The invasion of Iraq by the coalition forces has upset many people all over the world for various reasons. But for Tariq Ali, the Pakistani writer and playright, it is not just the invasion of Iraq that is wrong, but almost everything on this planet Earth. His book Bush in Babylon: The Recolonisation of Iraq is an expression of his anger.
He writes that this event is a turning point in World History and is a part of the two-hundred year old war waged by the North against the South. After that he fails to explain what is this North and South he is talking about. Also first of all he declares that he is not one of those guys who believe that every disaster that has fallen in the Arab world is the result of Western intervention. This is like Fox News saying it is Fair and Balanced because the cover of the book is a picture of a child urinating on an American solider.
But even if your forgive that image as the work of an over enthusiastic publisher, the contents of the book do not change your impression. He claims to be impartial and says that he gets regular mails from both Israel and Palestine, but they just turn out to be letters about acts of violence committed by Israelis. Apparently the innocent Israeli civilians killed by the Palestinian suicide bombers never wrote him a letter.
Then for some reason he gets obsessed with jackals. Everyone in the world is a jackal. He quotes some poets who wrote against the occupation. People who criticised the poets were cursed jackals. The Iraqi Governing Council is a bunch of jackals. The jackal obsession is carried throughout the book till the end and he makes predictions like “the jackals and their masters will fail”.
No book on Iraq is complete without its history. So Tariq Ali writes a few chapters on which the world is composed of Communists, Communist Poets, British imperialists and Ba’athists. There were no Shias, Sunnis or Kurds in any major activities. He goes on touting the virtues of the Communist Party and how they were ruthlessly destroyed by Saddam Hussein. There are also many pictures of these martyred communists and Mr. Ali laments that this was not covered by a single American newspaper.
Saddam Hussein’s invasion of Kuwait is just glossed over and Mr. Ali spends lot of time criticizing United States for fighting the most one sided war in history. The only image that remained with him after the war was that of the murdererd Iraqi soldiers.
At the end of the book I understood that he was angry at almost everything in the planet, Israel, America, Jews, New York Times, Musharraf, Saudi Arabia, Kuwait, Jordan, Egypt, France, Germany, Russia and even Narendra Modi, the Chief Minister of India’s Gujarat state. He then starts the name calling as in “white men speak with forked tongue” and British Press Secretary as the head of ministry of propoganda.
If a person like him believes that America is responsible for everything wrong in the world, he is no better than the madrassa students in Indonesia, whom Thomas Friedman interviewed. He is also no different from the folks at the World Social Forum which wasted lot of money to criticize every living thing in the planet, but could not come up with a signle suggestion to improve the conditions of people. It would have been a reasonable book had it been more balanced in the coverage of the autrocities committed by Saddam Hussein against his own people, and the lack of freedom in the Arab countries. It would have been better if he had concentrated his attention on the initial sell of the war as a search for WMD which were never found.
Some of his information is based on images he saw on the Internet (that of American GIs looting Baghdad Museum). Some of the information is what he chose to believe. The Communist are taken at face value while statements by Rumsfeld, Colin Powell and Tony Blair are rejected without any argument. The book lacks focus and turns out sad effort by a disgruntled communist who sees the whole world around him collapsing.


WHAT THE TASK ASKS. Would you copy every record exactly as it stands and drop the pictures?

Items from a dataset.
**********
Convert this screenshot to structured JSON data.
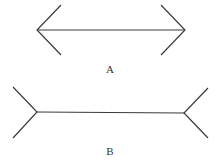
{
  "figures": [
    {
      "label": "A",
      "type": "arrowheads-inward",
      "line": {
        "x1": 37,
        "y1": 30,
        "x2": 185,
        "y2": 30
      }
    },
    {
      "label": "B",
      "type": "fins-outward",
      "line": {
        "x1": 37,
        "y1": 112,
        "x2": 184,
        "y2": 112
      }
    }
  ],
  "colors": {
    "stroke": "#3a3a3a",
    "background": "#ffffff"
  }
}
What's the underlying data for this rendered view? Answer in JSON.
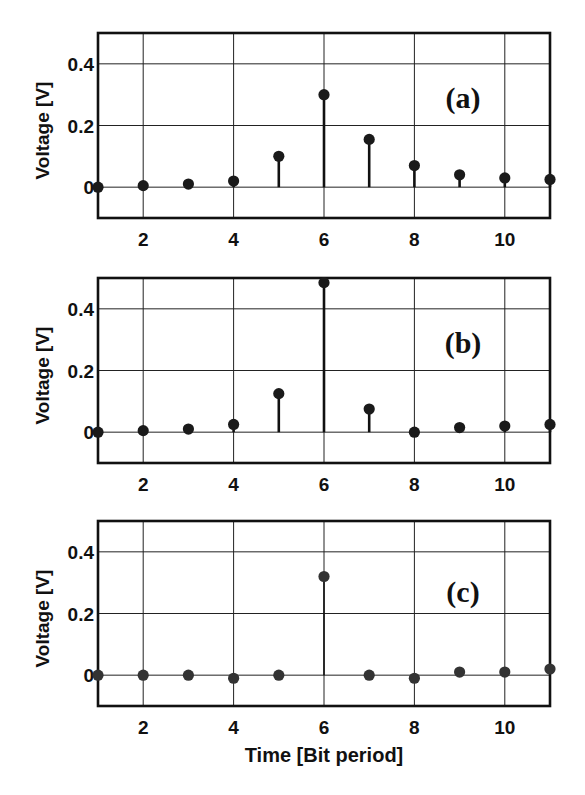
**********
YOUR RESPONSE.
Convert this screenshot to structured JSON data.
{
  "figures": [
    {
      "label": "A",
      "type": "arrowheads-inward",
      "line": {
        "x1": 37,
        "y1": 30,
        "x2": 185,
        "y2": 30
      }
    },
    {
      "label": "B",
      "type": "fins-outward",
      "line": {
        "x1": 37,
        "y1": 112,
        "x2": 184,
        "y2": 112
      }
    }
  ],
  "colors": {
    "stroke": "#3a3a3a",
    "background": "#ffffff"
  }
}
What's the underlying data for this rendered view? Answer in JSON.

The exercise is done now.